Hanawon Psychiatrist Speaks Out

[imText1]Upon their arrival in South Korea, North Korean defectors usually require psychotherapy due to their fear of arrest and concern for the family they have left behind. However, the notion of “psychiatry” raises feelings of unease in most people, and North Korean defectors are no different. For them, the “No.49 Hospital” (as North Koreans refer to psychiatric hospitals) is remembered as a place where people stay, rather than a place for counseling and therapy.

This is the main reason why North Korean defectors very seldom visited the Hanawon psychiatrist during the early stages of their 3-month stay. So, as Jeon Jin Yong, the incumbent at Hana Clinic told The Daily NK on March 22nd, “Doctors must begin by gaining the trust of the North Koreans rather than with therapy itself.”

The name “Hanawon” was unfamiliar to Dr. Jeon until he applied for a job at Hana Clinic, nor had he ever met a North Korean defector before. Yet Jeon, who applied for the position because he sought a different and fulfilling job, is now in his 3rd year.

The job was not easy at the beginning, with the most difficult part being language and cultural differences, he says. For example, Jeon was confused when one North Korean defector showed up in the psychiatric ward and expressed his sickness in terms of being “busy,” a linguistic form unique to the North.

“I also had to explain English terminology like ‘gargle’ and ‘X-ray’ and South Korean colloquialisms for pain in different words,” he says.

“One time, I told a group of North Korean defectors, ‘Those who get stressed, come for counseling,’ but they asked me, ‘Doctor, I didn’t get stress yet, where can I get it?’ Due to the unfamiliar loan word, North Korean defectors thought stress was one of those things given to them by Hanawon.”

Furthermore, Jeon says, they have their own, wrong, ways to deal with illness. If they have indigestion, they use mugwort, and they apply toothpaste to dermatitis.

However, since he started to form an intimate bond with the defectors and communication became freer, the number coming to see him has increased. It is long overdue, for there is much to address.

There are so many causes; the person who risked his life to meet his mother in South Korea but received news of her death just months before his arrival; and the lucky ones who escape alongside their family members but are forced to live separately for a number of years. Jeon says that tension and anxiety felt during the escape process, concern about a new environment and the stress of family separation all require detailed therapy.

He believes, therefore, that the Hana Clinic has to employ doctors on a permanent basis in order to provide stable treatment for the emotionally fragile North Korean defectors.

“They need to hire doctors to work here exclusively,” Jeon says, “Regular doctors are transferred frequently, but this reduces treatment continuity, while new doctors also require time to adjust.”

Hana Clinic was established in 2004 when regular doctors were first positioned at Hanawon. In the initial stages, there was only one treatment room, and one nurse took care of everything. However, starting with internal medicine, dentistry and Chinese medicine, it has grown to include psychiatry (in 2008) and obstetrics & gynecology in 2009.

Currently seven doctors, five nurses and an auxiliary nurse all work at the facility. However, Jeon argues that this is still insufficient.

Despite all the problems, Jeon hopes to see greater integration between defectors and the community, because things can only get worse from here. “While working in Hanawon as a doctor,” he says, “I have had an opportunity to ponder reunification. I have come to hope that many people encounter North Korean defectors and offer them help, in preparation for the unification process.”

“When I look at North Korean defectors, I realize that we have lived with a different language and culture for too long to adjust in a short period even though we are of the same race. This chaos will only worsen when unification arrives.”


* Exercise requirements *
Scan the data beneath this task and copy each line that includes "solid".

* Saved entries *
· · · ·

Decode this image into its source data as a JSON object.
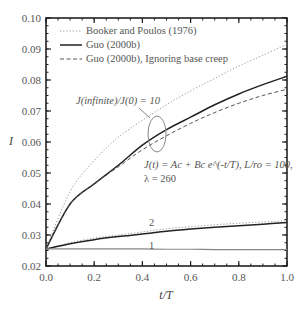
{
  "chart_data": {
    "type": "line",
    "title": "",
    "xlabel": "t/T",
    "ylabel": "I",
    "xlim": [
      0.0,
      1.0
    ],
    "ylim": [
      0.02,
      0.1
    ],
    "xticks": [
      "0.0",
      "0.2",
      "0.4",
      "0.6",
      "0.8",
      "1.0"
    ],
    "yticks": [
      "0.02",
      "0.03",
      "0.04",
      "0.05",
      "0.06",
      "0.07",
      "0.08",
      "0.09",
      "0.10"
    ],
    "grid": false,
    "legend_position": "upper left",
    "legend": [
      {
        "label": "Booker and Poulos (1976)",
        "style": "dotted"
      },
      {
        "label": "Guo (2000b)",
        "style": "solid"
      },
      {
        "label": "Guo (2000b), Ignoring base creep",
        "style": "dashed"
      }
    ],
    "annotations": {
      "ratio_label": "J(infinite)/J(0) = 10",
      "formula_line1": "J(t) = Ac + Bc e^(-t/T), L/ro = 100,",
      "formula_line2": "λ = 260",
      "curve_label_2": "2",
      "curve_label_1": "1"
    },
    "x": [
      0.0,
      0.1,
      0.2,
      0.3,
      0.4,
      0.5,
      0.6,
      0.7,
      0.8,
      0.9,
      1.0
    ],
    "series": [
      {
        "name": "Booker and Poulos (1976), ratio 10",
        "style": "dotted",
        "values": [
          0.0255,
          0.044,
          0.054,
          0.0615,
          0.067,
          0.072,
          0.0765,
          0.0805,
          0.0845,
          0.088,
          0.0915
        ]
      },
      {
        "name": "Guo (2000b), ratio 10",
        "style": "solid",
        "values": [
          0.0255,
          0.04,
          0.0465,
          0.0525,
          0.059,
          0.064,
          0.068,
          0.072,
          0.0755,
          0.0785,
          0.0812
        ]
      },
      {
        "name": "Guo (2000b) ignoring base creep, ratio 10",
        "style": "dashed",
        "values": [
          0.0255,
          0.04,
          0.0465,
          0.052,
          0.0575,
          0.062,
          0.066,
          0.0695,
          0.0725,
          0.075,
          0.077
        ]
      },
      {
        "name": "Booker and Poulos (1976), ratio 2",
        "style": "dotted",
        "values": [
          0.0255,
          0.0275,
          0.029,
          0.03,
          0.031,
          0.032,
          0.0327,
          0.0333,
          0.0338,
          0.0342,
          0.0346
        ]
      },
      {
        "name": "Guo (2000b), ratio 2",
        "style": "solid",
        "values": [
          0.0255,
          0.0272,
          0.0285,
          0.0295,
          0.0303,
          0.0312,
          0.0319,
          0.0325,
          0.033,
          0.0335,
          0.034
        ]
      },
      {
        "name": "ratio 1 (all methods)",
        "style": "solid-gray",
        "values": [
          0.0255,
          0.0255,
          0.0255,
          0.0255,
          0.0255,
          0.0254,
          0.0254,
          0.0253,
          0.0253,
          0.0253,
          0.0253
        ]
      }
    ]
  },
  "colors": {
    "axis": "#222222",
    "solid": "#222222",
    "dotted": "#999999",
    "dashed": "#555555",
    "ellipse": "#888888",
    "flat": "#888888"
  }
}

· · · ·

* Solution to this problem *
        "style": "solid"
        "style": "solid",
        "style": "solid",
        "style": "solid-gray",
    "solid": "#222222",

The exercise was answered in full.